Beijing’s influence on U.S. campuses: The influence of the Chinese government and impact of Chinese Communist Party ideology on Confucius Institute programming has long been a cause for concern on U.S. campuses, as has the governing arrangements of individual Confucius Institutes which often lack transparency. Confucius Institutes “are an important part of China’s overseas propaganda setup,” said Politburo Standing Committee ideology czar Li Changchun in 2009.

  • A 2017 report on CIs by the National Association of Scholars found that some CI faculty face pressure to self-censor, contracts between the CIs and host universities are often not publicly available, that some universities are presented with financial incentives to not criticize China, and CI materials often present a selective knowledge of Chinese history by avoiding topics related to human rights abuses.
  • A 2019 study by researchers from the University College Dublin, summarized in an Op Ed in the Washington Post, found that after a Confucius Institute opens, there is a statistically significant shift in the tone of local media stories in the PRC’s favor in the area where the CI is located. In 2014, the American Association of University Professors warned that Confucius Institutes further the political goals of Beijing’s leadership and threaten “the independence and integrity of academic institutions.”
  • The Australian Strategic Policy Institute (ASPI) found that Confucius Institutes operate with heavy oversight from the United Front Work Department, the Chinese Communist Party’s overseas propaganda and influence operation, noting that the former head of the United Front currently chairs the Confucius Institute’s Beijing headquarters.
  • According to media reports, in 2018 a keynote speaker at Savannah State University had a reference to Taiwan deleted from her bio at the request of the co-director of the university’s CI.

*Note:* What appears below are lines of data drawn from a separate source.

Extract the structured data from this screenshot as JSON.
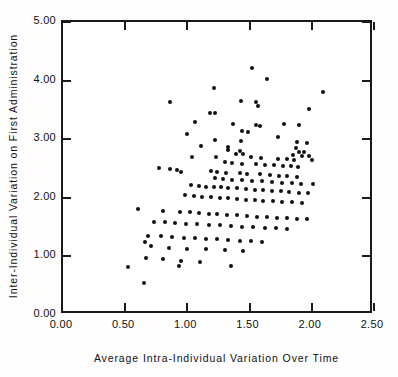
{
  "chart_data": {
    "type": "scatter",
    "title": "",
    "xlabel": "Average Intra-Individual Variation Over Time",
    "ylabel": "Inter-Individual Variation on First Administration",
    "xlim": [
      0.0,
      2.5
    ],
    "ylim": [
      0.0,
      5.0
    ],
    "xticks": [
      0.0,
      0.5,
      1.0,
      1.5,
      2.0,
      2.5
    ],
    "xtick_labels": [
      "0.00",
      "0.50",
      "1.00",
      "1.50",
      "2.00",
      "2.50"
    ],
    "yticks": [
      0.0,
      1.0,
      2.0,
      3.0,
      4.0,
      5.0
    ],
    "ytick_labels": [
      "0.00",
      "1.00",
      "2.00",
      "3.00",
      "4.00",
      "5.00"
    ],
    "grid": false,
    "legend": null,
    "marker": "filled-circle",
    "marker_color": "#111111",
    "n_points": 163,
    "points": [
      [
        1.52,
        4.21
      ],
      [
        1.64,
        4.02
      ],
      [
        1.21,
        3.88
      ],
      [
        2.09,
        3.8
      ],
      [
        0.86,
        3.64
      ],
      [
        1.43,
        3.66
      ],
      [
        1.55,
        3.63
      ],
      [
        1.57,
        3.56
      ],
      [
        1.98,
        3.51
      ],
      [
        1.18,
        3.45
      ],
      [
        1.22,
        3.44
      ],
      [
        1.06,
        3.3
      ],
      [
        1.37,
        3.26
      ],
      [
        1.78,
        3.26
      ],
      [
        1.55,
        3.24
      ],
      [
        1.9,
        3.24
      ],
      [
        1.58,
        3.22
      ],
      [
        1.44,
        3.14
      ],
      [
        1.49,
        3.12
      ],
      [
        1.0,
        3.09
      ],
      [
        1.73,
        3.04
      ],
      [
        1.22,
        2.99
      ],
      [
        1.43,
        2.97
      ],
      [
        1.88,
        2.95
      ],
      [
        1.96,
        2.93
      ],
      [
        1.11,
        2.88
      ],
      [
        1.33,
        2.86
      ],
      [
        1.87,
        2.85
      ],
      [
        1.33,
        2.82
      ],
      [
        1.42,
        2.8
      ],
      [
        1.9,
        2.79
      ],
      [
        1.94,
        2.78
      ],
      [
        1.39,
        2.75
      ],
      [
        1.45,
        2.74
      ],
      [
        1.85,
        2.73
      ],
      [
        1.92,
        2.72
      ],
      [
        1.98,
        2.72
      ],
      [
        1.04,
        2.7
      ],
      [
        1.23,
        2.7
      ],
      [
        1.51,
        2.69
      ],
      [
        1.59,
        2.68
      ],
      [
        1.73,
        2.67
      ],
      [
        1.8,
        2.66
      ],
      [
        1.86,
        2.65
      ],
      [
        2.0,
        2.64
      ],
      [
        1.3,
        2.61
      ],
      [
        1.36,
        2.6
      ],
      [
        1.44,
        2.58
      ],
      [
        1.55,
        2.57
      ],
      [
        1.62,
        2.56
      ],
      [
        1.7,
        2.56
      ],
      [
        1.77,
        2.55
      ],
      [
        1.83,
        2.54
      ],
      [
        1.89,
        2.53
      ],
      [
        0.77,
        2.51
      ],
      [
        0.86,
        2.49
      ],
      [
        0.92,
        2.47
      ],
      [
        0.95,
        2.44
      ],
      [
        1.19,
        2.45
      ],
      [
        1.24,
        2.44
      ],
      [
        1.31,
        2.43
      ],
      [
        1.42,
        2.42
      ],
      [
        1.48,
        2.41
      ],
      [
        1.58,
        2.4
      ],
      [
        1.66,
        2.39
      ],
      [
        1.74,
        2.38
      ],
      [
        1.8,
        2.37
      ],
      [
        1.88,
        2.36
      ],
      [
        1.22,
        2.33
      ],
      [
        1.29,
        2.32
      ],
      [
        1.36,
        2.31
      ],
      [
        1.44,
        2.3
      ],
      [
        1.52,
        2.29
      ],
      [
        1.6,
        2.28
      ],
      [
        1.68,
        2.27
      ],
      [
        1.76,
        2.26
      ],
      [
        1.84,
        2.25
      ],
      [
        1.91,
        2.24
      ],
      [
        2.01,
        2.23
      ],
      [
        1.03,
        2.21
      ],
      [
        1.09,
        2.2
      ],
      [
        1.15,
        2.19
      ],
      [
        1.21,
        2.18
      ],
      [
        1.27,
        2.18
      ],
      [
        1.33,
        2.17
      ],
      [
        1.4,
        2.16
      ],
      [
        1.47,
        2.15
      ],
      [
        1.54,
        2.14
      ],
      [
        1.61,
        2.13
      ],
      [
        1.68,
        2.12
      ],
      [
        1.75,
        2.11
      ],
      [
        1.82,
        2.1
      ],
      [
        1.9,
        2.09
      ],
      [
        1.97,
        2.08
      ],
      [
        0.98,
        2.04
      ],
      [
        1.05,
        2.03
      ],
      [
        1.12,
        2.02
      ],
      [
        1.19,
        2.01
      ],
      [
        1.26,
        2.0
      ],
      [
        1.33,
        1.99
      ],
      [
        1.4,
        1.98
      ],
      [
        1.47,
        1.97
      ],
      [
        1.54,
        1.96
      ],
      [
        1.61,
        1.95
      ],
      [
        1.69,
        1.94
      ],
      [
        1.76,
        1.93
      ],
      [
        1.84,
        1.92
      ],
      [
        1.92,
        1.91
      ],
      [
        0.6,
        1.81
      ],
      [
        0.8,
        1.77
      ],
      [
        0.94,
        1.76
      ],
      [
        1.02,
        1.75
      ],
      [
        1.09,
        1.74
      ],
      [
        1.17,
        1.73
      ],
      [
        1.24,
        1.72
      ],
      [
        1.32,
        1.71
      ],
      [
        1.4,
        1.7
      ],
      [
        1.48,
        1.69
      ],
      [
        1.56,
        1.68
      ],
      [
        1.64,
        1.67
      ],
      [
        1.72,
        1.66
      ],
      [
        1.8,
        1.65
      ],
      [
        1.88,
        1.64
      ],
      [
        1.96,
        1.63
      ],
      [
        0.73,
        1.59
      ],
      [
        0.82,
        1.58
      ],
      [
        0.9,
        1.57
      ],
      [
        0.99,
        1.56
      ],
      [
        1.08,
        1.55
      ],
      [
        1.17,
        1.54
      ],
      [
        1.26,
        1.53
      ],
      [
        1.35,
        1.52
      ],
      [
        1.44,
        1.51
      ],
      [
        1.53,
        1.5
      ],
      [
        1.62,
        1.49
      ],
      [
        1.71,
        1.48
      ],
      [
        1.8,
        1.47
      ],
      [
        0.68,
        1.35
      ],
      [
        0.79,
        1.34
      ],
      [
        0.88,
        1.33
      ],
      [
        0.97,
        1.32
      ],
      [
        1.06,
        1.31
      ],
      [
        1.15,
        1.3
      ],
      [
        1.24,
        1.29
      ],
      [
        1.33,
        1.28
      ],
      [
        1.42,
        1.27
      ],
      [
        1.51,
        1.26
      ],
      [
        1.6,
        1.25
      ],
      [
        0.66,
        1.24
      ],
      [
        0.71,
        1.17
      ],
      [
        0.85,
        1.15
      ],
      [
        1.0,
        1.13
      ],
      [
        1.15,
        1.12
      ],
      [
        1.3,
        1.11
      ],
      [
        1.45,
        1.1
      ],
      [
        0.67,
        0.97
      ],
      [
        0.8,
        0.95
      ],
      [
        0.95,
        0.93
      ],
      [
        1.1,
        0.9
      ],
      [
        0.52,
        0.82
      ],
      [
        0.93,
        0.83
      ],
      [
        1.35,
        0.84
      ],
      [
        0.65,
        0.54
      ]
    ]
  }
}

Colleges are rethinking Confucius Institutes: Universities across the country and around the world have already begun to take a closer look at the programming of Confucius Institutes as part of a larger review of the scope of Beijing’s influence over higher education institutions globally.

  • Over the past two years, dozens of colleges and universities in the United States have decided to break ties and close their Confucius Institutes.
  • Universities in Sweden, Germany, India, and elsewhere have either closed their Confucius Institutes or are taking steps to mandate greater transparency from them.
  • Shared concerns about the actions of the PRC government are part of the reason why the State Department and others in the U.S. government have stepped up engagement with universities on risks to research, threats to academic freedom, disclosure of foreign funding, and other matters. We encourage all relevant higher-education stakeholders — administrators, boards of directors, state governments, etc. — to review their relationships with China and especially with the PRC government to ensure they are protecting their institutions.